How to Build an Emergency Fund for Retirement

It's not too late to start building an emergency fund, even if you are near or in retirement. Use any tax refunds, bonuses if you are still working, or extra money from a part-time or side gig, says Elyse Foster, a financial planner with Harbor Wealth Management, in Boulder, Colo.

Depending on your current cash allocation, you also might use required minimum distributions to build your emergency fund. Financial planner Jane Evelyn, age 73, of Kennebunkport, Me., uses this approach and advises clients to do the same. “A lot of things do not change in retirement, and that includes the occasional need for extra funds for the unexpected,” Evelyn says.

Work with cash you already have on hand, says financial planner Dave O’Brien, principal at Evolution Advisers, in Richmond, Va. Put that money into an account at a bank or credit union with a competitive interest rate to establish a “cash bucket” to help cover any emergency needs. You could refill the bucket occasionally at your discretion—when it’s getting low and when your investment account is relatively high.

When trying to figure out how much to set aside for emergency use, consider replacement costs of big-ticket items, such as appliances, and estimate amounts for unexpected events, such as car repairs. The amount you set aside for emergencies should be in addition to your cash stash that covers regular living expenses. (Many experts suggest retirees should have a cash cushion of three to five years’ worth of living expenses to cover their regular bills.)

Even retirees with plenty of cash on hand panic at the idea of unexpected bills, says Rand Spero, president of financial-planning firm Street Smart Financial, in Lexington, Mass. “I call it a rainy-day fund or a life-preserver fund instead,” he says.

If you are still working, address expensive projects before you retire. Replace a roof or furnace now, if you know it’s needed soon. If you handle home maintenance yourself, consider that as you age you might have to start paying someone to clean your gutters or do other repair jobs. Retirees often don’t include those costs in their retirement planning, Phillips says.

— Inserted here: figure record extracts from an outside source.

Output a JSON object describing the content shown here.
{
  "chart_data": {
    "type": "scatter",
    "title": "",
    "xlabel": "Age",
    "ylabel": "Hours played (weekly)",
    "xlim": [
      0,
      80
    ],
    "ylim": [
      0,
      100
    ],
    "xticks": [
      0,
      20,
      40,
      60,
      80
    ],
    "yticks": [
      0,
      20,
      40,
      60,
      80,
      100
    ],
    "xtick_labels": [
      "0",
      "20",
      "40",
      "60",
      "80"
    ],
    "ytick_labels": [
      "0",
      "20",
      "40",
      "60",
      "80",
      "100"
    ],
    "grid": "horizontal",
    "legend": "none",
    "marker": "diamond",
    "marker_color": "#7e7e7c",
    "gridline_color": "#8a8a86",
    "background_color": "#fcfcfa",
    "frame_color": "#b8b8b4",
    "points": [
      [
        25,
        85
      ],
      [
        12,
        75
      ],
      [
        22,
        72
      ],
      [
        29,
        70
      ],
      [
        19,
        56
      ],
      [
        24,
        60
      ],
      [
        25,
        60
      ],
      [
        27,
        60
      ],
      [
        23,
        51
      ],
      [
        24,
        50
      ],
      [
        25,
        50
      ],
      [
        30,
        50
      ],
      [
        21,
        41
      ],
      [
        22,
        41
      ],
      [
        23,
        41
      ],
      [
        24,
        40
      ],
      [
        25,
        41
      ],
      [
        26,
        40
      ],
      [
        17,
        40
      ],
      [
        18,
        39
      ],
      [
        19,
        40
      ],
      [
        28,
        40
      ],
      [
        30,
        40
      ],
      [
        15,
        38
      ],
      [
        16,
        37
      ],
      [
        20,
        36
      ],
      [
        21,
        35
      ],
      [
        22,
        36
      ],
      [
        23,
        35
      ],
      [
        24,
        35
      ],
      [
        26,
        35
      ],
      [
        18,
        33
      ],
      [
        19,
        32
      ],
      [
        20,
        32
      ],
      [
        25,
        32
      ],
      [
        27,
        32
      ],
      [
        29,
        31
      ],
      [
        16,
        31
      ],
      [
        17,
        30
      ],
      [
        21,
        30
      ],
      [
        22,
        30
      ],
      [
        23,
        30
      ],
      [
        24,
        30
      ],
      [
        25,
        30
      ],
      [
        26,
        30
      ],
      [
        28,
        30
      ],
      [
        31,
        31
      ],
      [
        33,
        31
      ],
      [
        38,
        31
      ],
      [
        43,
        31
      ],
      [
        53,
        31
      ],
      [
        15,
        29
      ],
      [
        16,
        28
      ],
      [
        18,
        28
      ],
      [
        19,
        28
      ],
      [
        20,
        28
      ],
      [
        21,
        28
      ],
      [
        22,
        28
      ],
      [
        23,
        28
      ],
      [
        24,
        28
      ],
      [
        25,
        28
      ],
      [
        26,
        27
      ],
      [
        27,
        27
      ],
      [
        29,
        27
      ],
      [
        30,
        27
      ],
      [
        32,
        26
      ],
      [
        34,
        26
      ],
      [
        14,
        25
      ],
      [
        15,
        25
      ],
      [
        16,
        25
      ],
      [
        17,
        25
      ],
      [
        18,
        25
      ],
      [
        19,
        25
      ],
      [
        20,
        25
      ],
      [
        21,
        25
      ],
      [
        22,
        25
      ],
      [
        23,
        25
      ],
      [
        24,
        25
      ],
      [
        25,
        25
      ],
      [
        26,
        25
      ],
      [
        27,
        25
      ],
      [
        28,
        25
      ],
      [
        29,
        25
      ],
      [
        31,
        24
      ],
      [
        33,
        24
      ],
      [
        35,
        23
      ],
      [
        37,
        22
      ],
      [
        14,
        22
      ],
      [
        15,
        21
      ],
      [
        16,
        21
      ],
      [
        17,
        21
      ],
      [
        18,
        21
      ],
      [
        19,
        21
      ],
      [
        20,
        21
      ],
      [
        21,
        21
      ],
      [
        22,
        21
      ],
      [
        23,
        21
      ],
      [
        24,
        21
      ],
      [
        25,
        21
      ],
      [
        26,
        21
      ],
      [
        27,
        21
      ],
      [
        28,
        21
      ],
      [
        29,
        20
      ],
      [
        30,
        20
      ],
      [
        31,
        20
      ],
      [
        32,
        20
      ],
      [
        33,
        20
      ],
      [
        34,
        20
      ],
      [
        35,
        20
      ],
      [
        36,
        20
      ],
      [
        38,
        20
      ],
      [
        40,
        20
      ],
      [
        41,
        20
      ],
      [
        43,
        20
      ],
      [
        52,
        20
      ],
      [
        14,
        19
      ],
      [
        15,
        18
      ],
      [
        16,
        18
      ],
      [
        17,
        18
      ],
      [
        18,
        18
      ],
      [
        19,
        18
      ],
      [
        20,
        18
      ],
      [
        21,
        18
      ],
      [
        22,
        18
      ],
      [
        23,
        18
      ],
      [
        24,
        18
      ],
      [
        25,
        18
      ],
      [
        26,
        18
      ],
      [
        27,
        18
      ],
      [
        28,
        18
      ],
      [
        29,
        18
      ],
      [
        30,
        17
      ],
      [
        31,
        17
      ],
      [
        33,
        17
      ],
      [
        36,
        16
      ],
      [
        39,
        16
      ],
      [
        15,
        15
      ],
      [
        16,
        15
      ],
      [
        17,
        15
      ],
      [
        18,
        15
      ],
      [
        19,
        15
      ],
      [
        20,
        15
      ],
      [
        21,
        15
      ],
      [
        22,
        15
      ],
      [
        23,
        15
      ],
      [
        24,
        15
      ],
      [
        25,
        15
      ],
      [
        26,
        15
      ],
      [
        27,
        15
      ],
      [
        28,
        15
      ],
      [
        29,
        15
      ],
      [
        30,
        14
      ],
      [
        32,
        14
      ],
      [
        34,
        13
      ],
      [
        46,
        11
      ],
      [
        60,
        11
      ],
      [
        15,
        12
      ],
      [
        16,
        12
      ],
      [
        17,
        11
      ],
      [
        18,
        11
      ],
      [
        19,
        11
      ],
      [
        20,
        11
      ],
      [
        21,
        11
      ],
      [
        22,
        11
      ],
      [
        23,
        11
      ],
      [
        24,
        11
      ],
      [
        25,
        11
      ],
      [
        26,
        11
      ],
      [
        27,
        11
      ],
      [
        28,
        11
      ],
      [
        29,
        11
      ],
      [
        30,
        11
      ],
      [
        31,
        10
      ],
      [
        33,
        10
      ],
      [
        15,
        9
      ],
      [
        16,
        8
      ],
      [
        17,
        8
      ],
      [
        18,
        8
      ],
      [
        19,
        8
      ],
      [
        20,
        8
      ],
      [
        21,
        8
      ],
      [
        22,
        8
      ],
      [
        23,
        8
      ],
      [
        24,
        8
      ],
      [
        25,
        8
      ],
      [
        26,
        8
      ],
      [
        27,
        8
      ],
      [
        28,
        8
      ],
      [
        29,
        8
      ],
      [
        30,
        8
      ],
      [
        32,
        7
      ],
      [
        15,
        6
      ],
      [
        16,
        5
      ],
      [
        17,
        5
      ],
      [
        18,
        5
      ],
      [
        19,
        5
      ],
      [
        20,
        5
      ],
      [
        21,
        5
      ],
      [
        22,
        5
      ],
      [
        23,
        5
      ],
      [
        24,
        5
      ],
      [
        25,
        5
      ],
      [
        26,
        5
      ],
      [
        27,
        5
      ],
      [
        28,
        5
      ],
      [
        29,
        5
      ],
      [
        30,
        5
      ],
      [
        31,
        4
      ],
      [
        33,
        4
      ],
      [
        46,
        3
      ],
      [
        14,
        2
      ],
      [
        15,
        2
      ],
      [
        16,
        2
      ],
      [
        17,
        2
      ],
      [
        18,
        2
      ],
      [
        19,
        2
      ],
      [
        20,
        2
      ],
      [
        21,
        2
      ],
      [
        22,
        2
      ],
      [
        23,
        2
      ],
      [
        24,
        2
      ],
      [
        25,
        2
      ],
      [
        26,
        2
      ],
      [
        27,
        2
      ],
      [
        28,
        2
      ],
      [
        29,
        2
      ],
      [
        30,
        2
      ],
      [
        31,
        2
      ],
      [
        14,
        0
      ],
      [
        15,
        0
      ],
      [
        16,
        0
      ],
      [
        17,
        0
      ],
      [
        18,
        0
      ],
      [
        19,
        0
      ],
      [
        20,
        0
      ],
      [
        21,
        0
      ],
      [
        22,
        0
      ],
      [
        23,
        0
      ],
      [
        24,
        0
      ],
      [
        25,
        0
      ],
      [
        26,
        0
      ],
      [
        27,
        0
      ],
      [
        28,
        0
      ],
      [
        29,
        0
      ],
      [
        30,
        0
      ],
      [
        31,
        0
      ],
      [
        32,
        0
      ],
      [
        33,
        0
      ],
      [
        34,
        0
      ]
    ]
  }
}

If you’d rather not set up a separate emergency fund, you can use reserves in your investment portfolio for unexpected costs, says Eric Ross, principal with Truepoint Wealth Counsel, in Cincinnati, Ohio. But be careful what part of your portfolio you tap. For example, he says, consider tapping short-term, high-quality bond funds, which “can be liquidated without worrying about meaningful changes in market price or capital gains.”

Mary Kane
Associate Editor, Kiplinger's Retirement Report
Mary Kane is a financial writer and editor who has specialized in covering fringe financial services, such as payday loans and prepaid debit cards. She has written or edited for Reuters, the Washington Post, BillMoyers.com, MSNBC, Scripps Media Center, and more. She also was an Alicia Patterson Fellow, focusing on consumer finance and financial literacy, and a national correspondent for Newhouse Newspapers in Washington, DC. She covered the subprime mortgage crisis for the pathbreaking online site The Washington Independent, and later served as its editor. She is a two-time winner of the Excellence in Financial Journalism Awards sponsored by the New York State Society of Certified Public Accountants. She also is an adjunct professor at Johns Hopkins University, where she teaches a course on journalism and publishing in the digital age. She came to Kiplinger in March 2017.